Dense, elaborate writing that piles on detail, digression, and linguistic play to create an overwhelming, immersive reading experience.
Maximalist prose embraces excess as a strategy. Long sentences, rich vocabularies, digressions within digressions, exhaustive detail, and a willingness to let language sprawl and show off. Where minimalism subtracts, maximalism adds - trusting that more can be more when it's done with energy and purpose. The goal isn't efficiency but immersion, building worlds so detailed they feel inexhaustible.
Even if you never write a 1,000-page novel, maximalism teaches you the power of abundance. It shows you that sentences can be long and still controlled, that digressions can deepen rather than distract, and that sometimes a scene needs more sensory detail, not less. Understanding maximalism gives you permission to expand when your instinct says a moment deserves more room.
Wallace uses footnotes, endnotes, and multi-page sentences to create a novel that mirrors the information overload of modern life.
Marquez packs seven generations, supernatural events, and an entire town's history into a torrent of lush, unstoppable prose.
Rushdie's narrator can't tell a story straight - he digresses, backtracks, and embellishes until the digressions become the story.
The best maximalist writers are rigorous editors. Every digression serves a purpose. Excess without intention is just mess.

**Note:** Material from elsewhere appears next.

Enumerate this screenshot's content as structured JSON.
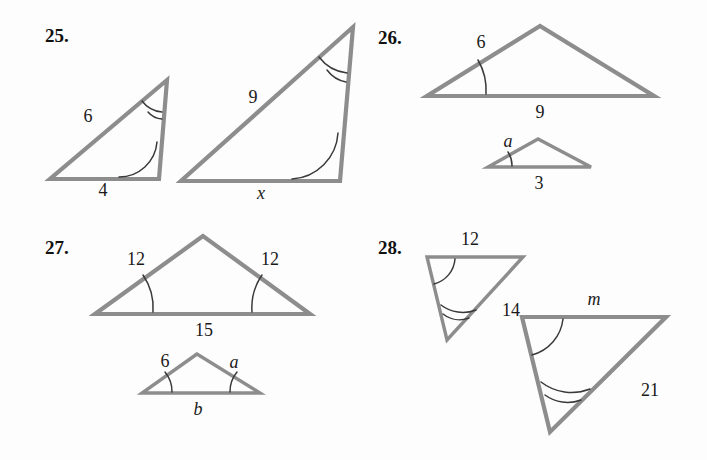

Give readers anchors - clear characters, recurring images, a narrative thread they can hold onto even when the prose spirals outward.
Maximalism isn't about vocabulary flexing. It's about building richness. A long sentence full of simple words can be more maximalist than a short one stuffed with SAT vocabulary.
Pick a single mundane object in your room - a coffee mug, a lamp, a book. Now write about it for a full page without stopping. Include its history (real or invented), what it reminds you of, how it connects to something larger, what it smells and feels like. Let yourself digress. The goal is to discover how much meaning you can find in one small thing.